Peru. In the "American Anthropologist" for September, 1897 (vol. x. pp. 303–311), F. W. Hodge gives a brief résumé of the ethnologic and archæologic researches of Mr. A. F. Bandelier in Peru and Bolivia, 1892–1897. A comparison is suggested between the chambered mounds of the Gila valley in Arizona and the platform-mounds of the Rimac valley in Peru, Mr. Bandelier noting in the very centre of the latter "features that recall forcibly the New Mexican Indian custom of giving to each inanimate object its heart" (p. 306). It is interesting to learn also that he "succeeded in gathering a number of traditions relative to occurrences anterior even to the time when the Incas began to raid across the Marañon" (p. 309).—To the "Sixteenth Annual Report of the Bureau of Ethnology," 1894–95 (Washington, 1897), Dr. M. A. Muniz and Professor W. J. McGee contribute an elaborate and well-illustrated memoir on "Primitive Trephining in Peru" (pp. 3–72), of which the sections on "Origin and Development" (pp. 19–25) and "Motive for Operating" (pp. 63–72) are of interest to folk-lorists. The Peruvian trephinings belong, according to Mr. McGee, in the sortilegic stage of the development of the art.
Venezuela. In the "Revue Mensuelle de l'École d'Anthropologie de Paris" (vol. vii. 1897), MM. A. Malbec and H. Bourgeois write (pp. 248–253) on "Poison des Flèches de Venezuela."
GENERAL.
Ethnography. In the "Trans. and Proc. Roy. Soc. Canada" (Sec. Series, vol. ii. 1896, pp. 99–168), M. Benjamin Sulte has an article, pages 116–168 of which are taken up by a reprint of Pierre Boucher's "Histoire Véritable Naturelle des Mœurs et des Produis du Pays de la Nouvelle France vulgairement dite le Canada" (Paris, 1664). Chapter ix. treats of the manners of living of the Algonkian and Huron tribes, chapter x. of their marriage-customs, and chapter xii. of war. M. Sulte has made accessible to historians and ethnologists a most interesting little book.—The proceedings of the Congress of Americanists, held at Mexico in 1895, published as: "Congreso internacional de Americanistas. Actas de la Reunion, Mexico," 1895 (Mexico, 1897, 576 pp.), contain, besides many articles of erratic tendencies and doubtful scientific value, some papers on linguistics and ethnography of value to students.
Literature. Professor John Campbell’s article, "The Ancient Literature of America," gives some account—largely based on Dr. D. G. Brinton's studies—of American Indian song and story. The author cannot refrain, however, from his imaginative speculations as to the origin of the Indians, as his reading "in old Japanese," of an inscription at Yarmouth, N. S., testifies.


— Instructions for the task —
Below are the records; copy out every line that holds the word "JSON".
* * * * * * *
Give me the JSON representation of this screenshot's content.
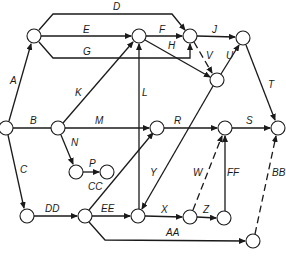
{
  "colors": {
    "line": "#1a1a1a",
    "node_fill": "#ffffff",
    "background": "#ffffff"
  },
  "nodes": [
    {
      "id": "n1",
      "x": 6,
      "y": 128
    },
    {
      "id": "n2",
      "x": 34,
      "y": 36
    },
    {
      "id": "n3",
      "x": 58,
      "y": 128
    },
    {
      "id": "n4",
      "x": 139,
      "y": 36
    },
    {
      "id": "n5",
      "x": 190,
      "y": 36
    },
    {
      "id": "n6",
      "x": 243,
      "y": 38
    },
    {
      "id": "n7",
      "x": 217,
      "y": 80
    },
    {
      "id": "n8",
      "x": 157,
      "y": 128
    },
    {
      "id": "n9",
      "x": 225,
      "y": 128
    },
    {
      "id": "n10",
      "x": 278,
      "y": 128
    },
    {
      "id": "n11",
      "x": 76,
      "y": 172
    },
    {
      "id": "n12",
      "x": 107,
      "y": 172
    },
    {
      "id": "n13",
      "x": 27,
      "y": 216
    },
    {
      "id": "n14",
      "x": 85,
      "y": 216
    },
    {
      "id": "n15",
      "x": 138,
      "y": 216
    },
    {
      "id": "n16",
      "x": 190,
      "y": 217
    },
    {
      "id": "n17",
      "x": 224,
      "y": 218
    },
    {
      "id": "n18",
      "x": 253,
      "y": 241
    }
  ],
  "edges": [
    {
      "label": "A",
      "from": "n1",
      "to": "n2",
      "dashed": false,
      "lx": 10,
      "ly": 84
    },
    {
      "label": "B",
      "from": "n1",
      "to": "n3",
      "dashed": false,
      "lx": 30,
      "ly": 124
    },
    {
      "label": "C",
      "from": "n1",
      "to": "n13",
      "dashed": false,
      "lx": 20,
      "ly": 173
    },
    {
      "label": "D",
      "from": "n2",
      "to": "n5",
      "dashed": false,
      "lx": 113,
      "ly": 10
    },
    {
      "label": "E",
      "from": "n2",
      "to": "n4",
      "dashed": false,
      "lx": 83,
      "ly": 33
    },
    {
      "label": "G",
      "from": "n2",
      "to": "n5",
      "dashed": false,
      "lx": 83,
      "ly": 55
    },
    {
      "label": "F",
      "from": "n4",
      "to": "n5",
      "dashed": false,
      "lx": 159,
      "ly": 33
    },
    {
      "label": "H",
      "from": "n4",
      "to": "n7",
      "dashed": false,
      "lx": 168,
      "ly": 49
    },
    {
      "label": "J",
      "from": "n5",
      "to": "n6",
      "dashed": false,
      "lx": 212,
      "ly": 33
    },
    {
      "label": "V",
      "from": "n5",
      "to": "n7",
      "dashed": true,
      "lx": 206,
      "ly": 59
    },
    {
      "label": "U",
      "from": "n7",
      "to": "n6",
      "dashed": false,
      "lx": 226,
      "ly": 59
    },
    {
      "label": "T",
      "from": "n6",
      "to": "n10",
      "dashed": false,
      "lx": 268,
      "ly": 88
    },
    {
      "label": "K",
      "from": "n3",
      "to": "n4",
      "dashed": false,
      "lx": 75,
      "ly": 96
    },
    {
      "label": "M",
      "from": "n3",
      "to": "n8",
      "dashed": false,
      "lx": 95,
      "ly": 124
    },
    {
      "label": "L",
      "from": "n15",
      "to": "n4",
      "dashed": false,
      "lx": 142,
      "ly": 96
    },
    {
      "label": "R",
      "from": "n8",
      "to": "n9",
      "dashed": false,
      "lx": 174,
      "ly": 124
    },
    {
      "label": "S",
      "from": "n9",
      "to": "n10",
      "dashed": false,
      "lx": 246,
      "ly": 124
    },
    {
      "label": "N",
      "from": "n3",
      "to": "n11",
      "dashed": false,
      "lx": 71,
      "ly": 146
    },
    {
      "label": "P",
      "from": "n11",
      "to": "n12",
      "dashed": false,
      "lx": 89,
      "ly": 167
    },
    {
      "label": "CC",
      "from": null,
      "to": null,
      "dashed": false,
      "lx": 88,
      "ly": 190
    },
    {
      "label": "Y",
      "from": "n7",
      "to": "n15",
      "dashed": false,
      "lx": 150,
      "ly": 176
    },
    {
      "label": "W",
      "from": "n16",
      "to": "n9",
      "dashed": true,
      "lx": 193,
      "ly": 176
    },
    {
      "label": "FF",
      "from": "n17",
      "to": "n9",
      "dashed": false,
      "lx": 227,
      "ly": 176
    },
    {
      "label": "BB",
      "from": "n18",
      "to": "n10",
      "dashed": true,
      "lx": 272,
      "ly": 176
    },
    {
      "label": "DD",
      "from": "n13",
      "to": "n14",
      "dashed": false,
      "lx": 45,
      "ly": 212
    },
    {
      "label": "EE",
      "from": "n14",
      "to": "n15",
      "dashed": false,
      "lx": 101,
      "ly": 212
    },
    {
      "label": "X",
      "from": "n15",
      "to": "n16",
      "dashed": false,
      "lx": 161,
      "ly": 213
    },
    {
      "label": "Z",
      "from": "n16",
      "to": "n17",
      "dashed": false,
      "lx": 203,
      "ly": 213
    },
    {
      "label": "AA",
      "from": "n14",
      "to": "n18",
      "dashed": false,
      "lx": 166,
      "ly": 236
    }
  ]
}
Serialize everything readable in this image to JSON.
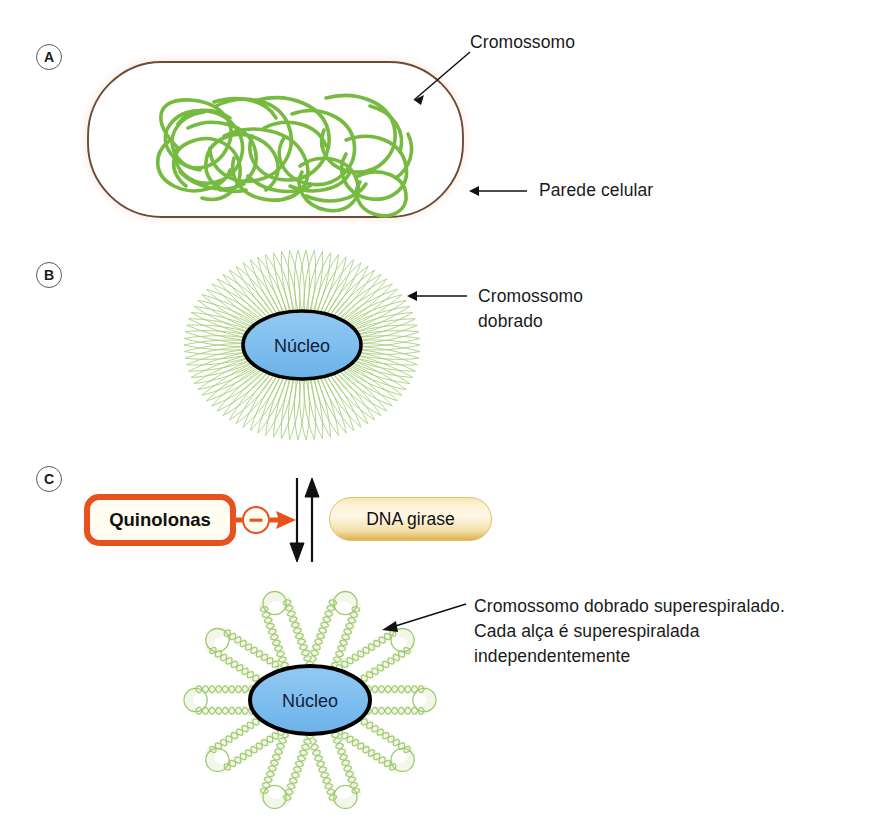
{
  "figure": {
    "width": 877,
    "height": 824,
    "background": "#ffffff"
  },
  "panels": [
    {
      "id": "A",
      "badge": "A",
      "description": "Bacterial cell with tangled chromosome inside cell wall"
    },
    {
      "id": "B",
      "badge": "B",
      "description": "Folded chromosome loops radiating from nucleus"
    },
    {
      "id": "C",
      "badge": "C",
      "description": "Quinolones inhibit DNA gyrase; supercoiled folded chromosome"
    }
  ],
  "labels": {
    "chromosome": "Cromossomo",
    "cell_wall": "Parede celular",
    "folded_chromosome": "Cromossomo\ndobrado",
    "nucleus_b": "Núcleo",
    "nucleus_c": "Núcleo",
    "supercoiled_note": "Cromossomo dobrado superespiralado.\nCada alça é superespiralada\nindependentemente"
  },
  "panel_c": {
    "quinolones_label": "Quinolonas",
    "dna_gyrase_label": "DNA girase",
    "inhibition_symbol": "−",
    "equilibrium_arrow_up": "up-arrow",
    "equilibrium_arrow_down": "down-arrow"
  },
  "colors": {
    "chromosome_green": "#76bb3f",
    "loop_green": "#a9ce7a",
    "cell_wall_brown": "#6b4a36",
    "cell_glow_pink": "#fbe6e0",
    "nucleus_blue": "#7dbdee",
    "nucleus_stroke": "#000000",
    "quinolones_border": "#e8511d",
    "quinolones_fill": "#fffdf0",
    "gyrase_gold": "#f0dca2",
    "gyrase_edge": "#d9a83f",
    "arrow_black": "#111111",
    "text_black": "#1a1a1a",
    "badge_stroke": "#5a5a5a"
  },
  "geometry": {
    "panelA": {
      "cell_x": 88,
      "cell_y": 62,
      "cell_w": 375,
      "cell_h": 155
    },
    "panelB": {
      "center_x": 302,
      "center_y": 345,
      "rx": 118,
      "ry": 95,
      "loops": 90
    },
    "panelC_flower": {
      "center_x": 310,
      "center_y": 700,
      "petals": 10
    }
  }
}
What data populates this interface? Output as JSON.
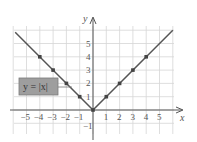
{
  "chart_data": {
    "type": "line",
    "title": "",
    "xlabel": "x",
    "ylabel": "y",
    "xlim": [
      -6,
      6
    ],
    "ylim": [
      -2,
      6
    ],
    "grid": true,
    "x_ticks": [
      "-5",
      "-4",
      "-3",
      "-2",
      "-1",
      "1",
      "2",
      "3",
      "4",
      "5"
    ],
    "y_ticks": [
      "-1",
      "1",
      "2",
      "3",
      "4",
      "5"
    ],
    "series": [
      {
        "name": "y = |x|",
        "x": [
          -4,
          -3,
          -2,
          -1,
          0,
          1,
          2,
          3,
          4
        ],
        "y": [
          4,
          3,
          2,
          1,
          0,
          1,
          2,
          3,
          4
        ],
        "color": "#555555"
      }
    ],
    "annotation": {
      "text": "y = |x|",
      "box_color": "#9a9a9a"
    }
  },
  "labels": {
    "x_axis": "x",
    "y_axis": "y",
    "equation": "y = |x|"
  }
}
* * * * * * *
— Solution below —
Give me the JSON representation of this screenshot's content.
Serialize everything readable in this image to JSON.
What data populates this interface? Output as JSON.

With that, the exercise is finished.